Roberto Saviano will be the guest of honor at the International Journalism Festival, organized by the Le Monde Group and L’Obs, which will be held from July 14 to 16 in Couthures-sur-Garonne (Lot-et-Garonne). Since the arrival in power in Rome of the government dominated by the national-conservatives of Giorgia Meloni, the Neapolitan writer has found himself at the center of several conflicts which oppose the right-wing majority to part of the world of Italian culture and intellectuals.

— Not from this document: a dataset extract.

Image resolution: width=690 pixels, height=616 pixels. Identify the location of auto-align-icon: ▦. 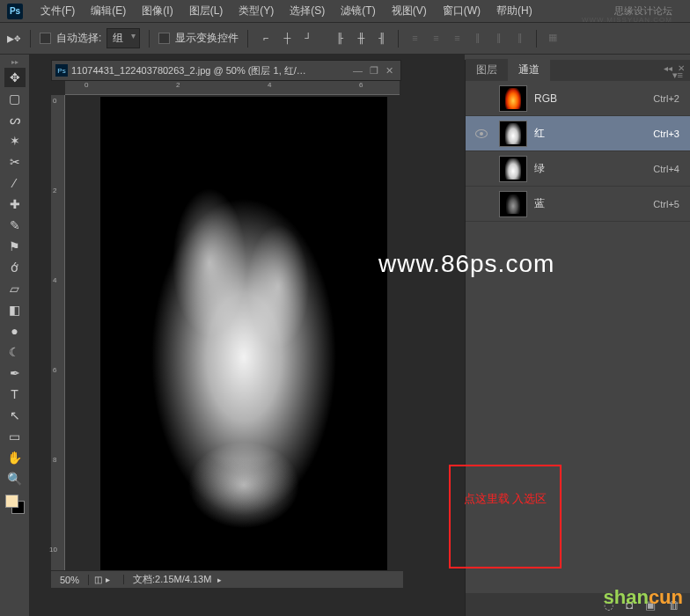
(553, 38).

Still threatened with death by the Neapolitan Camorra, the author of Gomorrah, an investigation published in 2006 on the sprawling influence of organized crime in Campania which made him famous throughout the world, has been placed under police protection for sixteen years. For his progressive commitments in the public debate, he is also one of the favorite targets of the right in power, which he faces in particular before the courts.

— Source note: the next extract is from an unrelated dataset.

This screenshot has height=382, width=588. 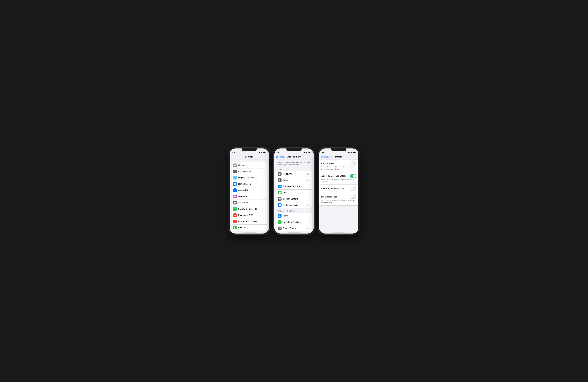 I want to click on toggle-frame, so click(x=353, y=197).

Its presence in the back-to-school program schedules of an Italian public broadcaster, which is also being fully taken over by Ms. Meloni’s political allies, was announced on Friday July 7, creating some surprise, in particular because of the trial against it. since November to the chair of the board.

Roberto Saviano is indeed the subject of a complaint for defamation filed by Giorgia Meloni for comments made against him in 2020, when she was only a deputy, comments also targeting Matteo Salvini, then Minister of the Interior and now vice-president of the Council, always carrying a speech of radical hostility to migrants. The writer had called the two political leaders “bastards” on a television set after the broadcast of a report showing the death of a Guinean child, drowned in the sinking of a boat transporting migrants from one bank to the other from the Mediterranean.

Meanwhile, Giorgia Meloni came to power. However, she remains a civil party in this trial, the last hearing of which was held on June 28, the next being scheduled for October 12.

Another ongoing trial pits Roberto Saviano against Matteo Salvini, whom he called in 2018 “Minister of mala vità”, using an Italian term for delinquency and organized crime. Mr. Salvini, then Minister of the Interior, had suggested that the writer be deprived of his police escort. While the testimony of the current number two of the majority was expected at the last hearing held on June 1, he did not appear and the trial was postponed to December.

In May, Roberto Saviano emerged victorious in another court case pitting him against a right-wing figure now in government. It concerns statements made by the author in 2018, when he accused Gennaro Sangiuliano, a television journalist who has since become Minister of Culture, of having been the “factotum” of Nicola Consentino. This former Under-Secretary of State in the Berlusconi IV government, between 2008 and 2010, was condemned for his links with the Camorra and the writer reproached Mr. Sangiuliano for owing him his appointment to a position of responsibility within the Italian public broadcasting. The damages requested by the Minister were refused by the courts.

Designated opponent

Although relating to facts prior to the coming to power of the government of Giorgia Meloni, these cases which oppose Mr. Saviano to personalities belonging to the executive help to install him in a position of designated opponent. While pursuing his career as a writer – his latest book Crie le was published in France in January (Gallimard, 528 pages, 24 euros) – he regularly takes a stand in most social debates.

His statements thus give rise, outside the courtrooms, to controversies which punctuate from time to time the Italian public debate, the right-wing press titles delighting in making him the target of often outrageous attacks.

Recently, his criticisms of the Meloni government’s approach to the climate crisis following May’s deadly floods in Emilia-Romagna earned him the title of “The stupidologist” (La Stupidologo) in Libero’s front page, often provocative right-wing daily, which refers to him as the “guru of the left”.

The continuous conflict between Roberto Saviano and the Meloni government continues as the right in power intends to impose itself in cultural institutions and an intellectual milieu deemed to be committed to the ideas and networks of influence of the left. Rai, the public broadcaster, still subject in Italy to the influence of political parties, was the first significant battlefield. The arrival at the helm of the public body of Giampaolo Rossi, a former journalist, fervent and long-time supporter of Ms. Meloni, has worried the media and the world of culture, some going so far as to fear that he will act as the first step in an authoritarian takeover.

On May 20, in an interview with the progressive daily Domani, Saviano said that the government’s choices at the head of Rai were “the worst possible”. A week later, the writer took part in the latest edition of Rai’s successful talk show “Che Tempo Che Fa”, whose star host, Fabio Fazio, of left-wing sensibility, had caused a shock in announcing his decision to leave the chain following the reshuffle carried out at his head. For Roberto Saviano, the journalist was “chased out of Rai because the xenophobic right needs its space [on the air]”.

The author of Gomorrah, however, was given a weekly box on the Rai 3 channel, a channel historically anchored on the left of public broadcasting. From November, he will present the program “Insider – Faccia a faccia con il crimine”, which will be broadcast every Saturday and devoted to interviews with people who have experienced organized crime from the inside.